Over three years, our team has identified and visited 1,802 households in which a patient with sputum microscopy-positive pulmonary tuberculosis was diagnosed by our collaborators in the Peruvian National TB program. Interim results have already provided important public health discoveries concerning determinants of TB susceptibility and transmission from patients to contacts, demonstrating statistically and biologically significant effects of these micronutrients in the enhancement of antimycobacterial immunity. We outline several groundbreaking findings below, which have the potential for important practical application as we work towards translating them into application in resource-poor communities.

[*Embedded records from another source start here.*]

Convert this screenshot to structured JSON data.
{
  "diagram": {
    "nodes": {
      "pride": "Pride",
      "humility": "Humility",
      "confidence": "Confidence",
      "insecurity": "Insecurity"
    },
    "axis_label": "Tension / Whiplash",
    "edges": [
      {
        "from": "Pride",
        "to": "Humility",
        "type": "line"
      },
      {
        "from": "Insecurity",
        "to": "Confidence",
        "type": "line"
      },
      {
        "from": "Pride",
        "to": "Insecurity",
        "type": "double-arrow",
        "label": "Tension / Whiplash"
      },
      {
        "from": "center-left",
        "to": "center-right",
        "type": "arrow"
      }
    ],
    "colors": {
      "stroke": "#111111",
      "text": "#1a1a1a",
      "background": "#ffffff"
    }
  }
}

Finding 1: Oral micronutrients augment TB skin tests. The ongoing micronutrient study involves optional tuberculin (PPD) TB skin tests before and during daily micronutrients/placebo. We demonstrated that oral micronutrient supplementation causes a significant increase in TB skin test size after oral zinc, vitamin A and D supplementation. This effect was greatest in those with evidence of poorest nutrition, implying that poor nutrition impairs the reliability of the TB skin test, and that these false-negative TB skin tests may be corrected with micronutrient supplementation. This micronutrient-mediated augmentation of the TB-skin test has clinical as well as epidemiological implications because this test is widely used to facilitate the diagnosis of TB disease, particularly in children.

Finding 2: Malnutrition impairs TB immunity. We found that individuals with correlates of malnutrition had smaller TB skin tests, implying an impaired response to this test. In addition, because the TB skin test is thought to correlate to immunity against TB, malnutrition may suppress TB immunity, suggesting that vitamins may increase protection against TB.

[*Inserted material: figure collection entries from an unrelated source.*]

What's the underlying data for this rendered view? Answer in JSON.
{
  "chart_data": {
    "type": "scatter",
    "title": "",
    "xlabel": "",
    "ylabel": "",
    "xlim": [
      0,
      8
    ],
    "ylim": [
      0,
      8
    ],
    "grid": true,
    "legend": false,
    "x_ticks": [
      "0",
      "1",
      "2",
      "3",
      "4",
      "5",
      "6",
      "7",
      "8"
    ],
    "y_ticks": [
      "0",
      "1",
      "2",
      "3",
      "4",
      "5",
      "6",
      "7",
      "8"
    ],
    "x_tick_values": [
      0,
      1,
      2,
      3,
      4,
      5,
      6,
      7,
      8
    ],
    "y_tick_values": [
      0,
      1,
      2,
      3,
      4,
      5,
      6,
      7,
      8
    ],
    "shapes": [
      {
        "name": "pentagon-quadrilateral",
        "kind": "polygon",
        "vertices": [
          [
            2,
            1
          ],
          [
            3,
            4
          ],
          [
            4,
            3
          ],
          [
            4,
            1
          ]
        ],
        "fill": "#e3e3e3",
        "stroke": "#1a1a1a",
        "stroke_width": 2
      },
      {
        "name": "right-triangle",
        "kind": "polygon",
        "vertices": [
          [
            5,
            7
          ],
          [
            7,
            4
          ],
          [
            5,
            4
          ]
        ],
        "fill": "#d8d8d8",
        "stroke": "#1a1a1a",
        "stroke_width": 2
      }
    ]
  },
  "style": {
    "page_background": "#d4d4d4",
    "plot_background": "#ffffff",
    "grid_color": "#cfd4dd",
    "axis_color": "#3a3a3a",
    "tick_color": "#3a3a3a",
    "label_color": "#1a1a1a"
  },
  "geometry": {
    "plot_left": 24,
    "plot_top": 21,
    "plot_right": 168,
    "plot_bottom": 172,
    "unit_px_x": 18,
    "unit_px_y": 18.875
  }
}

Finding 3: Topical zinc supplementation augments TB immunity. Fifty shantytown residents had simultaneous skin tests on both forearms. Zinc cream applied to one side caused a significant increase in TB skin test positivity; this phenomenon was significantly more pronounced in those with low blood zinc levels.This research demonstrates that zinc deficiency is common in this population and topical zinc supplementation augments the TB skin test response, reversing the suppression resulting from malnutrition.

Finding 4: Transient TB susceptibility. Characterization of the TB strain responsible for disease of index case and contact strains demonstrated that strains are identical in only 64% of cases; this is surprising, because one might expect that household contacts who get TB generally contract it from the index case. However, this is concordant with some other studies that imply that transient factors cause locally increased susceptibility, causing some household contact cases of TB that have been misattributed to household transmission. We are testing the hypothesis that these transient factors are principally caused by inadequate nutrition.

Finding 5: Micronutrient deficiency in TB patients. We investigated malnutrition in newly-diagnosed TB patients and monitored nutritional status during treatment. Body mass index (BMI) in patients was significantly lower in patients than in controls, and increased significantly with therapy. TB patients had lower blood vitamin A concentrations than those without TB, and those deficient in vitamin A had a delayed response to therapy, suggesting that vitamin A deficiency impairs anti-TB immunity. These results suggest that  malnutrition impairs treatment response, and that vitamin supplementation may increase both protection against TB disease and response to TB treatment.


Finding 6: Response to regular therapy of those with drug-resistant TB. The typical chemotherapy designed to treat drug-sensitive TB has been reported to cure up to 60% of patients with drug-resistant TB. However, we demonstrated that these patients are not permanently cured; many relapse to active, infectious TB, and infect significantly more of their household contacts than those with drug-susceptible TB. These results suggest that while many patients with unrecognized drug-resistant TB are apparently cured by normal TB therapy, they have prolonged infectiousness during treatment, encouraging  the spread of drug-resistant TB. This underscores the importance of early diagnosis and proper treatment of drug-resistant TB.